Sohn: How dare women presume to teach men

A woman casts a vote.
A woman casts a vote.

American women couldn't vote until just over 99 years ago - about the time our country was 144 years old.

But, hey: We've come a long way, Baby - considering that a 17th-century law in Massachusetts, home of the stodgy Puritans, announced that women would be subjected to the same treatment as witches if they lured men into marriage via the use of high-heeled shoes.

It wasn't until 1835 that married women in Tennessee were allowed to own and manage property in their own name "during the incapacity of their spouse." In 1868, married women in Georgia were allowed to own - but not control - property in their own name. A year later, in 1869, both Tennessee and Georgia women were finally "granted separate economy" - the legal term for the ability to earn their own income and retain it for their own use, independent of their husbands.

In 1975, the Supreme Court of Tennessee ruled that a woman, upon marriage, may elect to retain her own surname or adopt the surname of her husband. We obtained the freedom to choose our last names - finally, just 39 years ago! But marital rape was OK until 2005. And we're still fighting to control the health and fate of our bodies.

All that said, sad as it seems, it's little wonder that Southern Baptists are tying themselves in doctrinal knots over what women can do inside their churches: "For a woman to teach and preach to adult men is to defy God's Word and God's design," wrote Owen Strachan, professor of Christian theology at Midwestern Baptist Theological Seminary recently.

There you have it, moms. When your son turns 18, he can just tell you to go bite yourself - just like your husband, father, brothers, uncles, pastors and deacons always could.

Lest anyone think this is just an oddity from a small Southern fringe church, think again. The Southern Baptist Convention is the world's largest Baptist denomination, and the Baptists make up the second-largest Christian denomination in the United States - smaller only than the Catholic Church.

Naturally, the Southern Baptists don't call this an equity question. They invented their own word for it: "complementarianism" - the view that "men and women are equal, but have different roles and responsibilities, with men serving as leaders of the home and the church. Women can "participate" on Southern Baptist boards, faculties, mission teams, writer pools, and professional staffs. But women "are not eligible" to serve as pastors.

All of this doctrinal squirming makes church in the orchard look better every day. Out there, where - as Emily Dickinson described it - the church dome is the sky and the Bobolinks are the choristers, God keeps sermons short, clear and open.

Gender equality means women and men, and girls and boys, enjoy the same rights, resources, opportunities and protections. It does not require girls and boys, or women and men, be the same, or be treated exactly alike. It does require fair access.

How does this concept play in our real world?

Women are 50.8% of the U.S. population, earn more than 57% of undergraduate degrees (59% of master's degrees, 48.5% of law degrees, 47.5% of medical degrees, 38% of business administration master's and 49% of specialized master's) yet account for 47% of the U.S. labor force.

Although we hold almost 52% of all management jobs, we lag substantially behind men in terms of our representation in leadership, according to the Center for American Progress. In the legal profession, we are 45% of associates but only 22.7% of partners and 19% of equity partners. In medicine, we are 40% of all physicians and surgeons, but only 16% of permanent medical school deans. In academia, we have earned the majority of doctorates for eight consecutive years, but are only 32% of full professors and 30% of college presidents. In the financial services industry, we are 61% of accountants and auditors, 53% of financial managers, and 37% of financial analysts. But we are only 12.5% of chief financial officers in Fortune 500 companies.

We are half the population, but represent only 24% of the U.S. House of Representatives, 23% of the Senate, 28% of seats in state legislatures, 18% of governors and 20% of the mayors in America's 100 largest American cities.

As paltry as this already is, our overall gains in the 1990s and 2000s have slowed. In a broad range of fields, our presence in top leadership positions - as equity law partners, medical school deans, and CEOs - remains stuck at 5% to 20%.

And, yes, there is an enormous gap between the fortunes of women and men. More than a half century after the U.S. passed the Equal Pay Act, a woman working full time on average still earns only 80.7 cents for every dollar a man earns. Our median annual earnings - as of 2017 - were $9,909 less than men's, according to the U.S. Census Bureau.

The Institute for Women's Policy Research estimates that pay parity won't be reached until 2059.

Clearly, those researchers haven't met the Baptists - members of America's second largest church.

But there is a bright spot. We started with women's voting rights, and we'll end with women's voting habits.

Since 1980, the percent of eligible women voters who said they voted has been higher than the percent of men in every presidential election, says the Center for American Women and Politics.

Go, women: Go forward and vote. Every time the polls open, vote.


**Task directions**
Only the pictures should be left out; repeat the rest of the data exactly.
++++++++++
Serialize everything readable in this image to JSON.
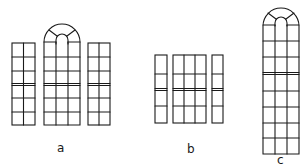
{
  "figure": {
    "stroke_color": "#1a1a1a",
    "background": "#ffffff"
  },
  "labels": {
    "a": "a",
    "b": "b",
    "c": "c"
  },
  "groups": [
    {
      "id": "a",
      "windows": [
        {
          "name": "left-sidelight",
          "x": 12,
          "y": 43,
          "w": 23,
          "h": 82,
          "cols": 2,
          "rows": [
            57,
            71,
            98,
            112
          ],
          "transom": 84,
          "arched": false
        },
        {
          "name": "center-arched",
          "x": 44,
          "y": 42,
          "w": 36,
          "h": 83,
          "cols": 3,
          "rows": [
            57,
            71,
            98,
            112
          ],
          "transom": 84,
          "arched": true,
          "arch_top": 24
        },
        {
          "name": "right-sidelight",
          "x": 88,
          "y": 43,
          "w": 22,
          "h": 82,
          "cols": 2,
          "rows": [
            57,
            71,
            98,
            112
          ],
          "transom": 84,
          "arched": false
        }
      ]
    },
    {
      "id": "b",
      "windows": [
        {
          "name": "left-sidelight",
          "x": 155,
          "y": 55,
          "w": 12,
          "h": 68,
          "cols": 1,
          "rows": [
            74,
            106
          ],
          "transom": 89,
          "arched": false
        },
        {
          "name": "center",
          "x": 173,
          "y": 55,
          "w": 33,
          "h": 68,
          "cols": 3,
          "rows": [
            74,
            106
          ],
          "transom": 89,
          "arched": false
        },
        {
          "name": "right-sidelight",
          "x": 212,
          "y": 55,
          "w": 11,
          "h": 68,
          "cols": 1,
          "rows": [
            74,
            106
          ],
          "transom": 89,
          "arched": false
        }
      ]
    },
    {
      "id": "c",
      "windows": [
        {
          "name": "tall-arched",
          "x": 263,
          "y": 25,
          "w": 36,
          "h": 129,
          "cols": 3,
          "rows": [
            41,
            57,
            91,
            107,
            123,
            138
          ],
          "transom": 73,
          "arched": true,
          "arch_top": 8
        }
      ]
    }
  ]
}
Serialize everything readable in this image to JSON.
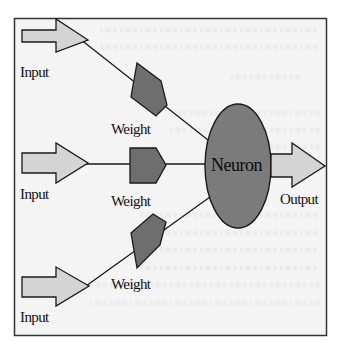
{
  "diagram": {
    "type": "perceptron-neuron",
    "labels": {
      "inputs": [
        "Input",
        "Input",
        "Input"
      ],
      "weights": [
        "Weight",
        "Weight",
        "Weight"
      ],
      "neuron": "Neuron",
      "output": "Output"
    },
    "colors": {
      "frame_background": "#f4f4f4",
      "frame_border": "#333333",
      "arrow_fill": "#d4d4d4",
      "weight_fill": "#6e6e6e",
      "neuron_fill": "#7b7b7b",
      "stroke": "#1a1a1a"
    }
  }
}
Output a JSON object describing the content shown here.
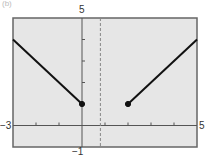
{
  "panel_label": "(b)",
  "chart_data": {
    "type": "line",
    "title": "",
    "xlabel": "",
    "ylabel": "",
    "xlim": [
      -3,
      5
    ],
    "ylim": [
      -1,
      5
    ],
    "grid": false,
    "tick_labels": {
      "xmin": "−3",
      "xmax": "5",
      "ymin": "−1",
      "ymax": "5"
    },
    "x_ticks": [
      -2,
      -1,
      1,
      2,
      3,
      4
    ],
    "y_ticks": [
      1,
      2,
      3,
      4
    ],
    "series": [
      {
        "name": "left-piece",
        "points": [
          [
            -3,
            4
          ],
          [
            0,
            1
          ]
        ],
        "endpoint": {
          "x": 0,
          "y": 1,
          "filled": true
        }
      },
      {
        "name": "right-piece",
        "points": [
          [
            2,
            1
          ],
          [
            5,
            4
          ]
        ],
        "endpoint": {
          "x": 2,
          "y": 1,
          "filled": true
        }
      }
    ],
    "dashed_vertical": {
      "x": 0.8
    },
    "colors": {
      "frame_fill": "#e6e6e6",
      "frame_border": "#666666",
      "line": "#111111",
      "axis": "#555555",
      "dashed": "#888888"
    }
  }
}
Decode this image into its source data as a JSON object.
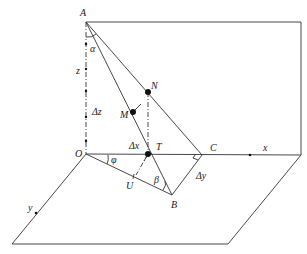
{
  "diagram": {
    "planes": {
      "vertical": "P",
      "horizontal": "Q"
    },
    "points": {
      "A": "A",
      "O": "O",
      "N": "N",
      "M": "M",
      "T": "T",
      "C": "C",
      "B": "B",
      "U": "U"
    },
    "axes": {
      "x": "x",
      "y": "y",
      "z": "z"
    },
    "angles": {
      "alpha": "α",
      "phi": "φ",
      "beta": "β"
    },
    "increments": {
      "dx": "Δx",
      "dy": "Δy",
      "dz": "Δz"
    }
  }
}
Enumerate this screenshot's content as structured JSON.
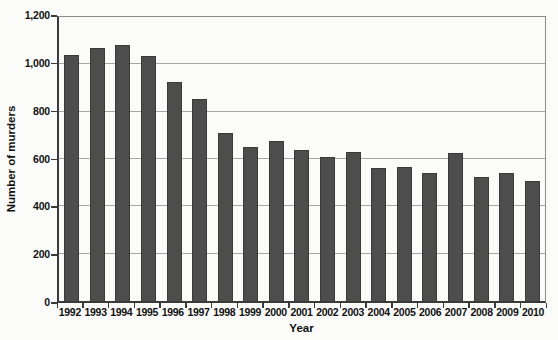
{
  "chart_data": {
    "type": "bar",
    "title": "",
    "xlabel": "Year",
    "ylabel": "Number of murders",
    "categories": [
      "1992",
      "1993",
      "1994",
      "1995",
      "1996",
      "1997",
      "1998",
      "1999",
      "2000",
      "2001",
      "2002",
      "2003",
      "2004",
      "2005",
      "2006",
      "2007",
      "2008",
      "2009",
      "2010"
    ],
    "values": [
      1040,
      1070,
      1080,
      1035,
      925,
      855,
      710,
      650,
      675,
      640,
      607,
      630,
      560,
      565,
      540,
      625,
      524,
      542,
      505
    ],
    "ylim": [
      0,
      1200
    ],
    "y_tick_interval": 200,
    "y_tick_labels": [
      "0",
      "200",
      "400",
      "600",
      "800",
      "1,000",
      "1,200"
    ],
    "grid": "horizontal",
    "legend": "none",
    "colors": {
      "bar_fill": "#4d4d4d",
      "bar_border": "#3a3a3a",
      "gridline": "#a6a6a6",
      "axis": "#3a3a3a",
      "frame": "#8c8c8c",
      "text": "#111111",
      "background": "#fbfbfa"
    }
  }
}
++++++++++
**Finished task**
Serialize everything readable in this image to JSON.
{
  "figure": {
    "stroke_color": "#1a1a1a",
    "background": "#ffffff"
  },
  "labels": {
    "a": "a",
    "b": "b",
    "c": "c"
  },
  "groups": [
    {
      "id": "a",
      "windows": [
        {
          "name": "left-sidelight",
          "x": 12,
          "y": 43,
          "w": 23,
          "h": 82,
          "cols": 2,
          "rows": [
            57,
            71,
            98,
            112
          ],
          "transom": 84,
          "arched": false
        },
        {
          "name": "center-arched",
          "x": 44,
          "y": 42,
          "w": 36,
          "h": 83,
          "cols": 3,
          "rows": [
            57,
            71,
            98,
            112
          ],
          "transom": 84,
          "arched": true,
          "arch_top": 24
        },
        {
          "name": "right-sidelight",
          "x": 88,
          "y": 43,
          "w": 22,
          "h": 82,
          "cols": 2,
          "rows": [
            57,
            71,
            98,
            112
          ],
          "transom": 84,
          "arched": false
        }
      ]
    },
    {
      "id": "b",
      "windows": [
        {
          "name": "left-sidelight",
          "x": 155,
          "y": 55,
          "w": 12,
          "h": 68,
          "cols": 1,
          "rows": [
            74,
            106
          ],
          "transom": 89,
          "arched": false
        },
        {
          "name": "center",
          "x": 173,
          "y": 55,
          "w": 33,
          "h": 68,
          "cols": 3,
          "rows": [
            74,
            106
          ],
          "transom": 89,
          "arched": false
        },
        {
          "name": "right-sidelight",
          "x": 212,
          "y": 55,
          "w": 11,
          "h": 68,
          "cols": 1,
          "rows": [
            74,
            106
          ],
          "transom": 89,
          "arched": false
        }
      ]
    },
    {
      "id": "c",
      "windows": [
        {
          "name": "tall-arched",
          "x": 263,
          "y": 25,
          "w": 36,
          "h": 129,
          "cols": 3,
          "rows": [
            41,
            57,
            91,
            107,
            123,
            138
          ],
          "transom": 73,
          "arched": true,
          "arch_top": 8
        }
      ]
    }
  ]
}
Serialize everything readable in this image to JSON.
{
  "diagram": {
    "type": "perceptron-neuron",
    "labels": {
      "inputs": [
        "Input",
        "Input",
        "Input"
      ],
      "weights": [
        "Weight",
        "Weight",
        "Weight"
      ],
      "neuron": "Neuron",
      "output": "Output"
    },
    "colors": {
      "frame_background": "#f4f4f4",
      "frame_border": "#333333",
      "arrow_fill": "#d4d4d4",
      "weight_fill": "#6e6e6e",
      "neuron_fill": "#7b7b7b",
      "stroke": "#1a1a1a"
    }
  }
}
Output a JSON object describing the content shown here.
{
  "panel_label": "(b)",
  "chart_data": {
    "type": "line",
    "title": "",
    "xlabel": "",
    "ylabel": "",
    "xlim": [
      -3,
      5
    ],
    "ylim": [
      -1,
      5
    ],
    "grid": false,
    "tick_labels": {
      "xmin": "−3",
      "xmax": "5",
      "ymin": "−1",
      "ymax": "5"
    },
    "x_ticks": [
      -2,
      -1,
      1,
      2,
      3,
      4
    ],
    "y_ticks": [
      1,
      2,
      3,
      4
    ],
    "series": [
      {
        "name": "left-piece",
        "points": [
          [
            -3,
            4
          ],
          [
            0,
            1
          ]
        ],
        "endpoint": {
          "x": 0,
          "y": 1,
          "filled": true
        }
      },
      {
        "name": "right-piece",
        "points": [
          [
            2,
            1
          ],
          [
            5,
            4
          ]
        ],
        "endpoint": {
          "x": 2,
          "y": 1,
          "filled": true
        }
      }
    ],
    "dashed_vertical": {
      "x": 0.8
    },
    "colors": {
      "frame_fill": "#e6e6e6",
      "frame_border": "#666666",
      "line": "#111111",
      "axis": "#555555",
      "dashed": "#888888"
    }
  }
}
Decode this image into its source data as a JSON object.
{
  "diagram": {
    "planes": {
      "vertical": "P",
      "horizontal": "Q"
    },
    "points": {
      "A": "A",
      "O": "O",
      "N": "N",
      "M": "M",
      "T": "T",
      "C": "C",
      "B": "B",
      "U": "U"
    },
    "axes": {
      "x": "x",
      "y": "y",
      "z": "z"
    },
    "angles": {
      "alpha": "α",
      "phi": "φ",
      "beta": "β"
    },
    "increments": {
      "dx": "Δx",
      "dy": "Δy",
      "dz": "Δz"
    }
  }
}
Enumerate this screenshot's content as structured JSON.
{
  "chart_data": {
    "type": "bar",
    "title": "",
    "xlabel": "Year",
    "ylabel": "Number of murders",
    "categories": [
      "1992",
      "1993",
      "1994",
      "1995",
      "1996",
      "1997",
      "1998",
      "1999",
      "2000",
      "2001",
      "2002",
      "2003",
      "2004",
      "2005",
      "2006",
      "2007",
      "2008",
      "2009",
      "2010"
    ],
    "values": [
      1040,
      1070,
      1080,
      1035,
      925,
      855,
      710,
      650,
      675,
      640,
      607,
      630,
      560,
      565,
      540,
      625,
      524,
      542,
      505
    ],
    "ylim": [
      0,
      1200
    ],
    "y_tick_interval": 200,
    "y_tick_labels": [
      "0",
      "200",
      "400",
      "600",
      "800",
      "1,000",
      "1,200"
    ],
    "grid": "horizontal",
    "legend": "none",
    "colors": {
      "bar_fill": "#4d4d4d",
      "bar_border": "#3a3a3a",
      "gridline": "#a6a6a6",
      "axis": "#3a3a3a",
      "frame": "#8c8c8c",
      "text": "#111111",
      "background": "#fbfbfa"
    }
  }
}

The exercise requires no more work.